Linked to the publication above: de Koning, M., Meyer, B., Moors, A., & Pels, P. (2019). Guidelines for anthropological research: Data management, ethics and integrity. Ethnography 20, 2. https://doi.org/10.1177/1466138119843312

Moors, Annelies, 2019, ‘No escape: the force of the security frame in academia and beyond’, in Nadia Fadil, Martijn de Koning, and Francesco Ragazzi, eds., Narratives of De/Radicalisation. Critical Approaches from Belgium and the Netherlands. Bloomsbury. Pp. 245-259.
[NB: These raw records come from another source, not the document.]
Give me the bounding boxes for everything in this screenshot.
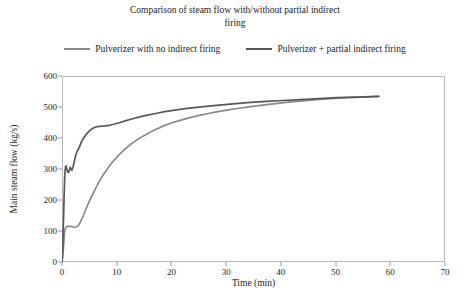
y-tick-label-200: 200 bbox=[44, 195, 58, 205]
y-tick-mark-100 bbox=[58, 231, 62, 232]
legend-label-1: Pulverizer + partial indirect firing bbox=[277, 44, 405, 54]
series-line-0 bbox=[62, 96, 379, 262]
x-tick-mark-40 bbox=[280, 262, 281, 266]
x-tick-mark-10 bbox=[116, 262, 117, 266]
x-tick-label-70: 70 bbox=[441, 267, 450, 277]
y-tick-label-100: 100 bbox=[44, 226, 58, 236]
y-tick-label-500: 500 bbox=[44, 102, 58, 112]
y-tick-label-300: 300 bbox=[44, 164, 58, 174]
y-tick-mark-300 bbox=[58, 169, 62, 170]
x-tick-mark-30 bbox=[226, 262, 227, 266]
x-tick-mark-60 bbox=[390, 262, 391, 266]
x-tick-label-0: 0 bbox=[60, 267, 65, 277]
x-tick-label-10: 10 bbox=[112, 267, 121, 277]
y-tick-mark-500 bbox=[58, 107, 62, 108]
x-tick-label-40: 40 bbox=[276, 267, 285, 277]
plot-lines bbox=[62, 76, 445, 262]
x-axis-label: Time (min) bbox=[62, 278, 445, 288]
plot-area: 0100200300400500600 010203040506070 bbox=[62, 76, 445, 262]
legend-item-0: Pulverizer with no indirect firing bbox=[64, 44, 220, 54]
chart-legend: Pulverizer with no indirect firing Pulve… bbox=[0, 44, 470, 54]
y-axis-label: Main steam flow (kg/s) bbox=[6, 76, 22, 262]
series-line-1 bbox=[62, 96, 379, 262]
y-tick-label-0: 0 bbox=[53, 257, 58, 267]
x-tick-mark-20 bbox=[171, 262, 172, 266]
x-tick-mark-70 bbox=[445, 262, 446, 266]
legend-label-0: Pulverizer with no indirect firing bbox=[95, 44, 220, 54]
legend-swatch-0 bbox=[64, 48, 90, 50]
x-tick-mark-0 bbox=[62, 262, 63, 266]
x-tick-label-30: 30 bbox=[222, 267, 231, 277]
y-tick-mark-400 bbox=[58, 138, 62, 139]
x-tick-label-50: 50 bbox=[331, 267, 340, 277]
chart-container: Comparison of steam flow with/without pa… bbox=[0, 0, 470, 302]
x-tick-mark-50 bbox=[335, 262, 336, 266]
legend-item-1: Pulverizer + partial indirect firing bbox=[246, 44, 405, 54]
y-tick-mark-600 bbox=[58, 76, 62, 77]
y-tick-mark-200 bbox=[58, 200, 62, 201]
y-tick-label-400: 400 bbox=[44, 133, 58, 143]
legend-swatch-1 bbox=[246, 48, 272, 50]
chart-title: Comparison of steam flow with/without pa… bbox=[60, 4, 410, 29]
x-tick-label-60: 60 bbox=[386, 267, 395, 277]
y-tick-label-600: 600 bbox=[44, 71, 58, 81]
x-tick-label-20: 20 bbox=[167, 267, 176, 277]
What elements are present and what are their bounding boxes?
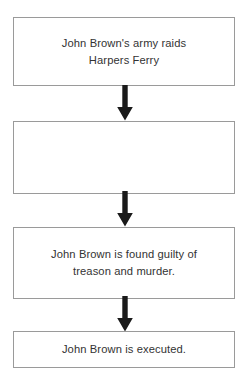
flowchart-node-1-label: John Brown's army raids Harpers Ferry xyxy=(54,35,194,69)
arrow-down-icon xyxy=(0,296,250,332)
flowchart-node-4-label: John Brown is executed. xyxy=(54,341,194,358)
flowchart-node-3-label: John Brown is found guilty of treason an… xyxy=(43,246,205,280)
flowchart-node-4: John Brown is executed. xyxy=(13,331,235,368)
flowchart-node-2 xyxy=(13,121,235,194)
flowchart-node-3: John Brown is found guilty of treason an… xyxy=(13,227,235,299)
arrow-down-icon xyxy=(0,85,250,121)
flowchart-node-1: John Brown's army raids Harpers Ferry xyxy=(13,17,235,86)
arrow-down-icon xyxy=(0,191,250,227)
flowchart-diagram: John Brown's army raids Harpers Ferry Jo… xyxy=(0,0,250,381)
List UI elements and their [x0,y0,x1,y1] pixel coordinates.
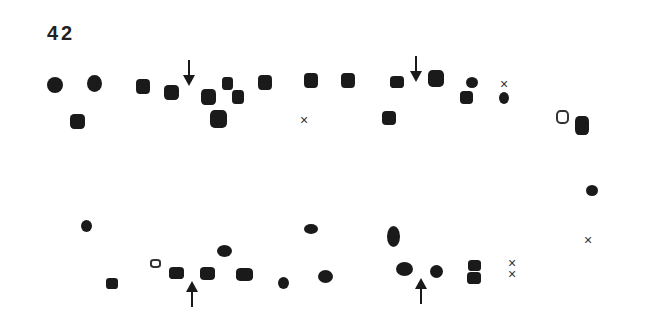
filled-marker [200,267,215,280]
filled-marker [304,73,318,88]
filled-marker [232,90,244,104]
filled-marker [466,77,478,88]
cross-marker-icon: × [500,77,508,91]
cross-marker-icon: × [584,233,592,247]
filled-marker [460,91,473,104]
filled-marker [382,111,396,125]
filled-marker [222,77,233,90]
filled-marker [586,185,598,196]
filled-marker [318,270,333,283]
filled-marker [106,278,118,289]
filled-marker [499,92,509,104]
filled-marker [341,73,355,88]
open-marker [556,110,569,124]
arrow-down-icon [183,60,195,86]
filled-marker [390,76,404,88]
filled-marker [217,245,232,257]
open-marker [150,259,161,268]
arrow-up-icon [186,281,198,307]
cross-marker-icon: × [300,113,308,127]
filled-marker [70,114,85,129]
filled-marker [81,220,92,232]
filled-marker [258,75,272,90]
filled-marker [430,265,443,278]
cross-marker-icon: × [508,267,516,281]
filled-marker [387,226,400,247]
filled-marker [136,79,150,94]
filled-marker [47,77,63,93]
arrow-down-icon [410,56,422,82]
filled-marker [304,224,318,234]
arrow-up-icon [415,278,427,304]
filled-marker [396,262,413,276]
filled-marker [468,260,481,271]
filled-marker [87,75,102,92]
filled-marker [164,85,179,100]
filled-marker [210,110,227,128]
filled-marker [575,116,589,135]
filled-marker [169,267,184,279]
filled-marker [278,277,289,289]
filled-marker [428,70,444,87]
figure-number: 42 [47,22,75,45]
filled-marker [467,272,481,284]
filled-marker [236,268,253,281]
filled-marker [201,89,216,105]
Moors, Annelies, 2017, ‘On autoethnography,’ Ethnography 18, 1: 387-389.

More about myself

I am an anthropologist and professor emerita at the University of Amsterdam. I have studied Arabic at the University of Damascus and has done extensive fieldwork in Palestine, Yemen and the Netherlands. From 2001-2008 I directed the programma on Muslim Cultural Politics as Amsterdam Chair at the International Institute for the Study of Islam in the Modern World (ISIM). Mymost recent large research project was the ERC advanced grant Problematizing “Muslim Marriages”: Ambiguities and Contestations (see http://religionresearch.org/musmar2014/)

I have mainly published on gender, class, nation and religion in such fields as Muslim family law and Islamic marriages, wearing gold, the visual media (postcards of Palestine), migrant domestic labor, Islamic fashion, and wearing face-veils. Currently I am writing up the work on the Muslim Marriages project, and supervising nine PhD students. And now I am working on The struggle for the future of ethnography at NIAS.